A headache exploded across his brow. Sex…an obligation? That he didn’t support her career? He supported it every time he watched her print new boarding passes and didn’t shred the damn things.

“It’s so bad you wanna throw it out? Just like that?”

“I said it hasn’t been a snap decision.”

She swallowed. The flash of worry on her face tightened his spine. A shiver crawled over his skin. Something big was coming. For the first time in his life—combat and all—he didn’t know if he could handle it.

“And now,” she whispered. “Well, I’ve met someone.”

His temper didn’t blaze. Instead, he went corpse-cold. “Met someone.”
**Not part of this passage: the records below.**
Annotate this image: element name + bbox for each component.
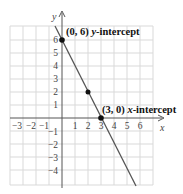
svg-text:−3: −3 [48, 153, 58, 163]
svg-text:3: 3 [53, 74, 58, 84]
svg-text:1: 1 [73, 121, 78, 131]
svg-text:4: 4 [112, 121, 117, 131]
x-axis-label: x [159, 122, 165, 133]
point-y-intercept [59, 37, 65, 43]
svg-text:−1: −1 [48, 127, 58, 137]
svg-text:1: 1 [53, 100, 58, 110]
point-2-2 [86, 90, 91, 95]
svg-text:−3: −3 [12, 121, 22, 131]
y-intercept-annotation: (0, 6) y-intercept [66, 26, 140, 38]
svg-text:−2: −2 [26, 121, 36, 131]
svg-text:5: 5 [53, 48, 58, 58]
svg-text:3: 3 [99, 121, 104, 131]
axes [10, 11, 164, 188]
svg-text:2: 2 [86, 121, 91, 131]
svg-text:5: 5 [125, 121, 130, 131]
svg-text:6: 6 [53, 35, 58, 45]
point-x-intercept [98, 115, 104, 121]
graph: y x −3 −2 −1 1 2 3 4 5 6 6 5 4 3 2 1 −1 … [0, 0, 183, 194]
svg-text:−4: −4 [48, 166, 58, 176]
x-intercept-annotation: (3, 0) x-intercept [102, 104, 177, 116]
svg-text:4: 4 [53, 61, 58, 71]
svg-text:6: 6 [138, 121, 143, 131]
y-axis-label: y [51, 11, 57, 22]
svg-text:2: 2 [53, 87, 58, 97]
x-tick-labels: −3 −2 −1 1 2 3 4 5 6 [12, 121, 143, 131]
svg-text:−2: −2 [48, 140, 58, 150]
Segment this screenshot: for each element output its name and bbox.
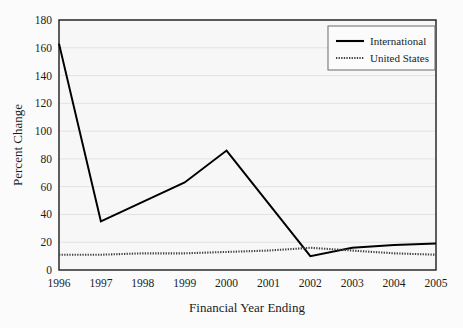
x-tick-label: 2002 — [299, 277, 322, 289]
y-tick-label: 160 — [35, 42, 53, 54]
x-tick-label: 1996 — [48, 277, 71, 289]
x-tick-label: 2005 — [425, 277, 448, 289]
y-tick-label: 0 — [46, 264, 52, 276]
x-tick-label: 2003 — [341, 277, 364, 289]
chart-figure: 020406080100120140160180 199619971998199… — [0, 0, 463, 328]
y-tick-label: 120 — [35, 97, 53, 109]
y-tick-label: 100 — [35, 125, 53, 137]
y-tick-label: 180 — [35, 14, 53, 26]
line-chart: 020406080100120140160180 199619971998199… — [0, 0, 463, 328]
y-tick-label: 40 — [41, 208, 53, 220]
chart-legend: International United States — [328, 26, 435, 70]
x-tick-label: 2001 — [257, 277, 280, 289]
y-tick-label: 60 — [41, 181, 53, 193]
x-tick-label: 2000 — [215, 277, 238, 289]
legend-label-international: International — [370, 35, 426, 47]
y-tick-label: 140 — [35, 70, 53, 82]
y-axis-title: Percent Change — [10, 104, 25, 186]
y-tick-label: 80 — [41, 153, 53, 165]
x-tick-label: 2004 — [383, 277, 406, 289]
x-tick-label: 1999 — [173, 277, 196, 289]
y-tick-label: 20 — [41, 236, 53, 248]
x-axis-title: Financial Year Ending — [189, 300, 305, 315]
x-tick-label: 1997 — [89, 277, 112, 289]
legend-label-united-states: United States — [370, 52, 429, 64]
x-tick-label: 1998 — [131, 277, 154, 289]
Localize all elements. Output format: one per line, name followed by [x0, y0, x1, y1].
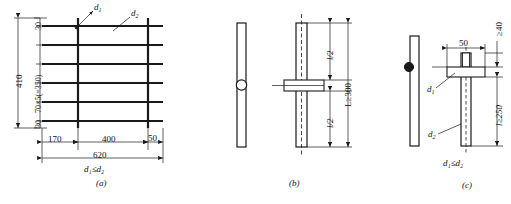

“He works in Rueland’s office too.”

“Met. Someone.”

Her shoulders yanked back, on the defensive. “Ten years as a couple. Eight years married. Maybe six of those spent apart. Are you going to tell me it wasn’t bound to happen?”

Dash strode across the room. Her wrists in one hand. The knotted bundle of her hair in the other. He gripped both too hard. Sunny hissed. Her dark eyes widened. He was so close he could make out every kohl-black lash.

“That’s exactly what I’m telling you. It was not
bound to happen
. But you can let it happen. So where is this jackass? Waiting to whisk you away?”

“Don’t be patronizing. He’s in Los Angeles until we return to DC.”

“Thank fuck for small mercies.”

“Dash, stop it. Let go of me.”

“No.” He gave her head a shake. “You might as well tell me to calm down too. I’ll tell you
no
again.”

“This is why I didn’t want to return your calls or reply to your emails. I knew you’d lose it.”

“You were right,” he said with a nod. “And it’s better in person after all. That way I can look you in the eyes when you answer me.”